Panel Paper: Burning Down the House: Wildfire and the Benefits of Responding to Natural Disasters

Friday, November 9, 2018
Taylor - Mezz Level (Marriott Wardman Park)

*Names in bold indicate Presenter

Matthew Wibbenmeyer, Resources for the Future


As wildfires within the western U.S. become more frequent, more severe, and costlier to manage, it is increasingly important to allocate responses to wildfire efficiently. To do so, managers need to understand both the costs and benefits of potential response strategies. Yet like other natural disasters, while we have estimates of damage and management costs associated with wildfires, we know very little about the benefits of disaster responses. In the case of wildfire, this is largely because it is difficult to know how a fire might have spread in absence of suppression.

In this paper, I estimate avoided losses to private property due to wildfire suppression using a two-step strategy. In the first step, I use historical fire perimeters, a novel spatial duration model, and outputs from a state-of-the-art wildfire simulation tool, to estimate the relative contributions of fire suppression effort and physical factors to the probability a wildfire will be extinguished. The spatial duration model provides a tractable econometric strategy for estimating a spatial dynamic model of wildfire management. The wildfire simulation tool—Minimum Travel Time, a model used by wildfire managers while managing actual wildfire incidents—facilitates identification of the effect of suppression effort by providing a measure of how fires might have spread in absence of suppression.

Estimates of the spatial duration model are used in the second step to predict fire spread probabilities with and without suppression effort. I combine these with predictions with the spatial distribution of structures values across California to compute estimates of avoided structure losses due to wildfire suppression for a set of California fires between 2012 and 2015. Comparing estimated benefits of wildfire suppression to reported costs, I find that the net benefits of fire suppression vary substantially across fires. While in some cases wildfire suppression generates large net benefits, avoided losses to structures do not justify costs of suppression for many wildfires—especially those that begin in remote areas. While this paper does not consider the full range of possible benefits associated with fire suppression, it suggests that suppression spending may be unwarranted for some more remote wildfire incidents.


WHAT THIS TASK INVOLVES →
Leave out the pictures and reproduce all of the data exactly.

RECORDED INFORMATION →
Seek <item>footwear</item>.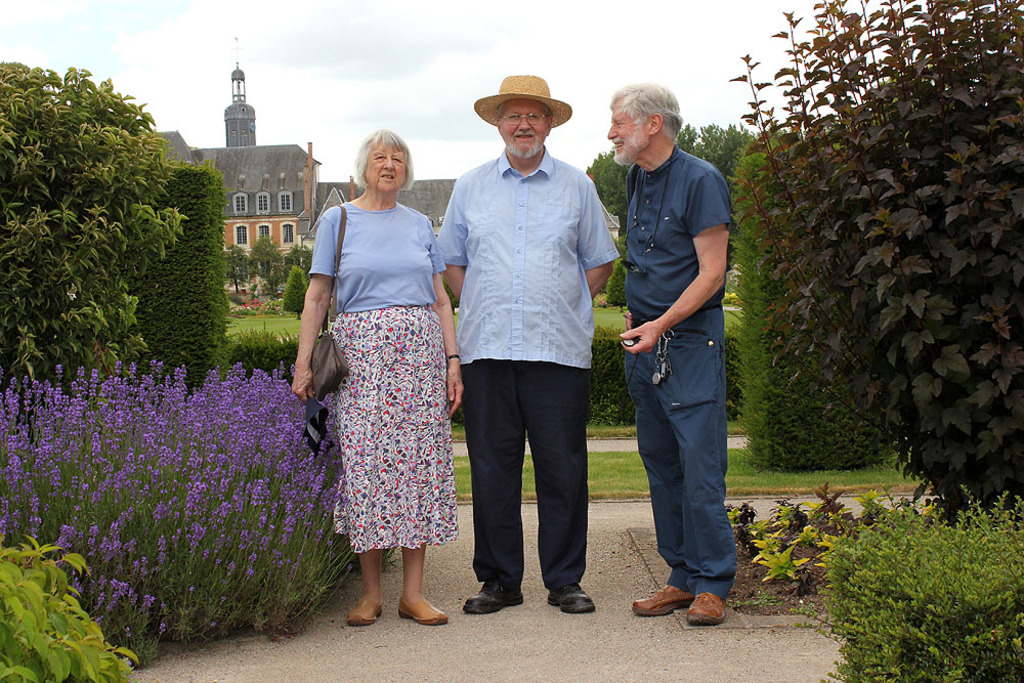
crop(545, 584, 596, 617).
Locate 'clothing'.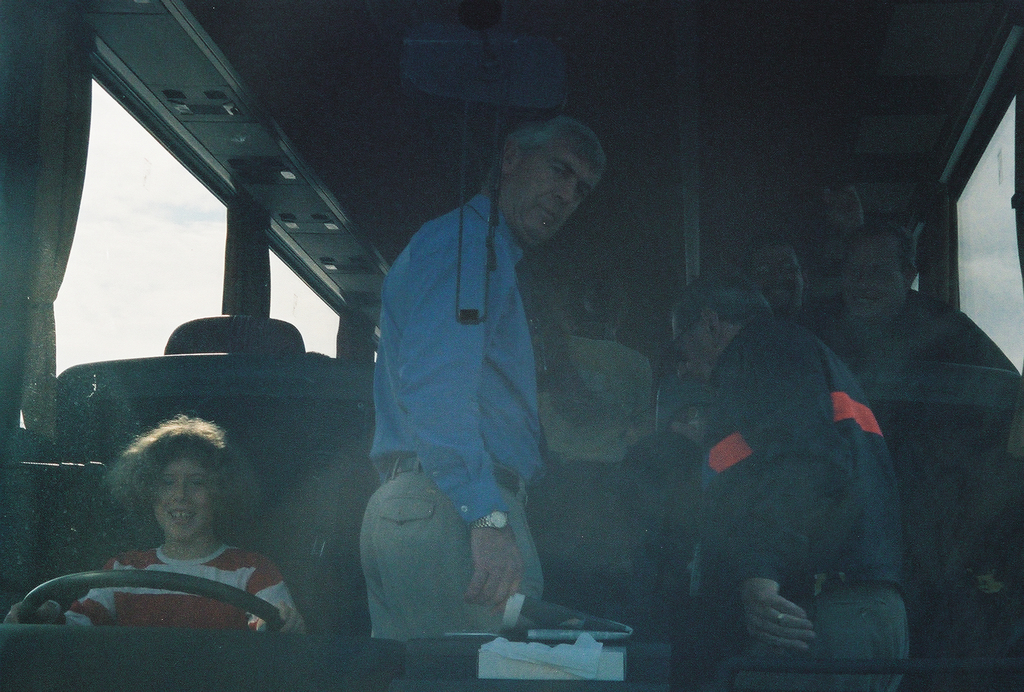
Bounding box: Rect(798, 597, 913, 691).
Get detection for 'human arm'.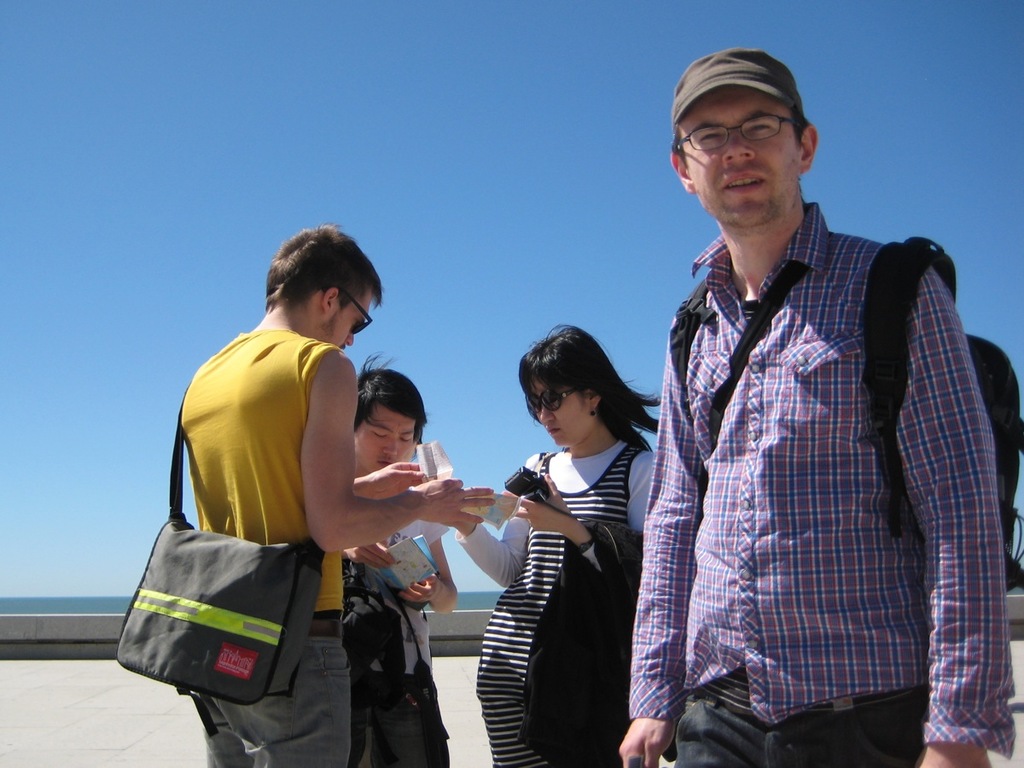
Detection: BBox(618, 317, 709, 767).
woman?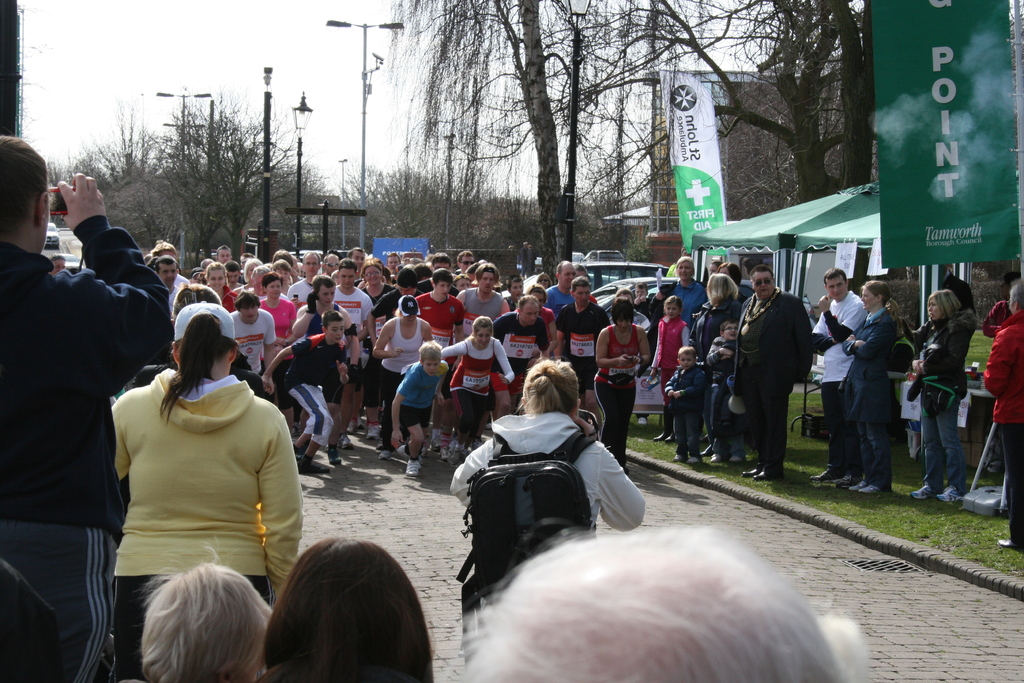
box=[361, 260, 398, 349]
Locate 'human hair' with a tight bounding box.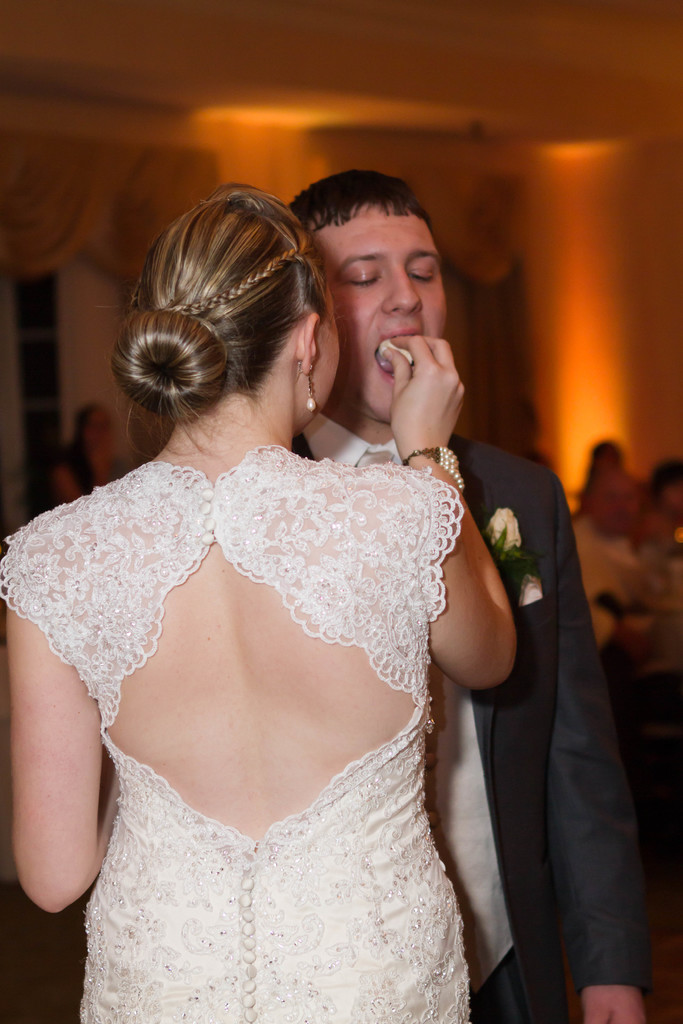
<box>644,455,682,515</box>.
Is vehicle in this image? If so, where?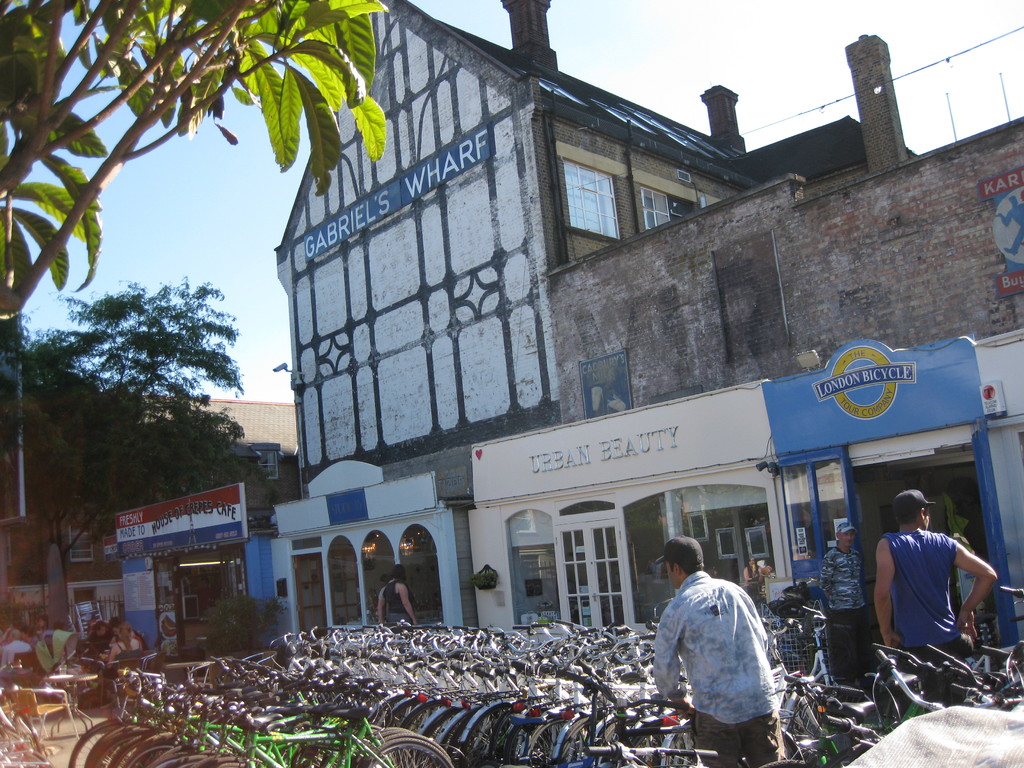
Yes, at x1=555, y1=669, x2=802, y2=767.
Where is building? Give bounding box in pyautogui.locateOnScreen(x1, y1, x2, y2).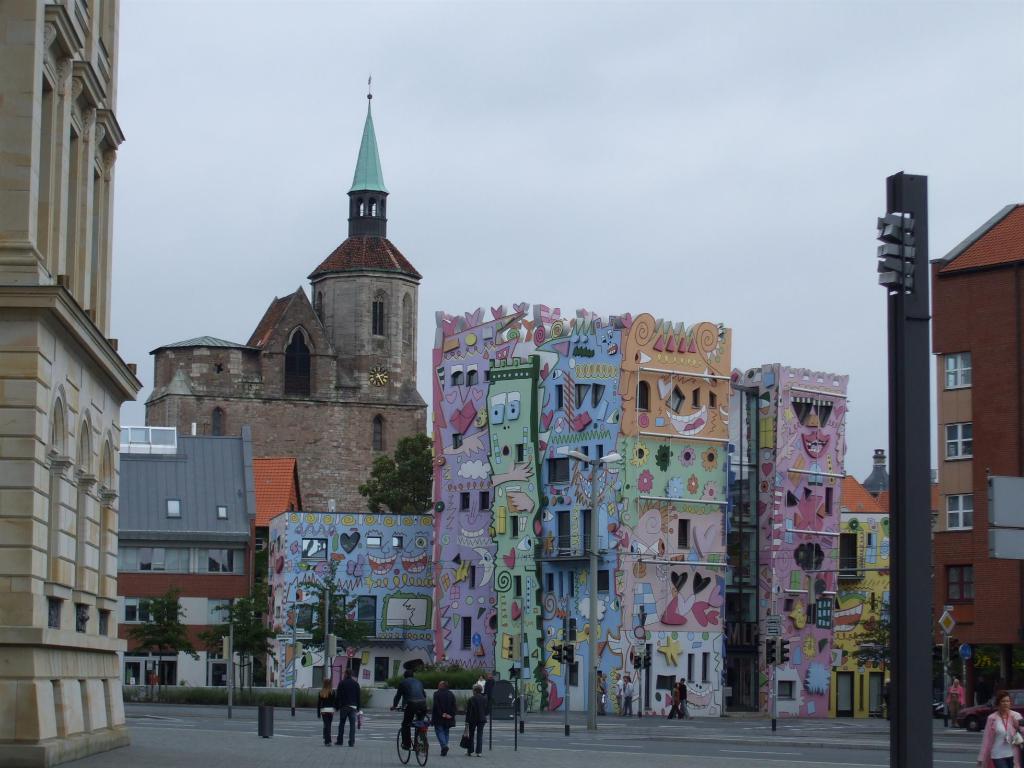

ANSWER TO THE PROBLEM →
Seek <item>footwear</item>.
crop(545, 584, 596, 617).
Locate 'clothing'.
Bounding box: Rect(798, 597, 913, 691).
Get detection for 'human arm'.
Detection: BBox(618, 317, 709, 767).
woman?
box=[361, 260, 398, 349]
Locate 'human hair' with a tight bounding box.
<box>644,455,682,515</box>.
Is vehicle in this image? If so, where?
Yes, at x1=555, y1=669, x2=802, y2=767.
Where is building? Give bounding box in pyautogui.locateOnScreen(x1, y1, x2, y2).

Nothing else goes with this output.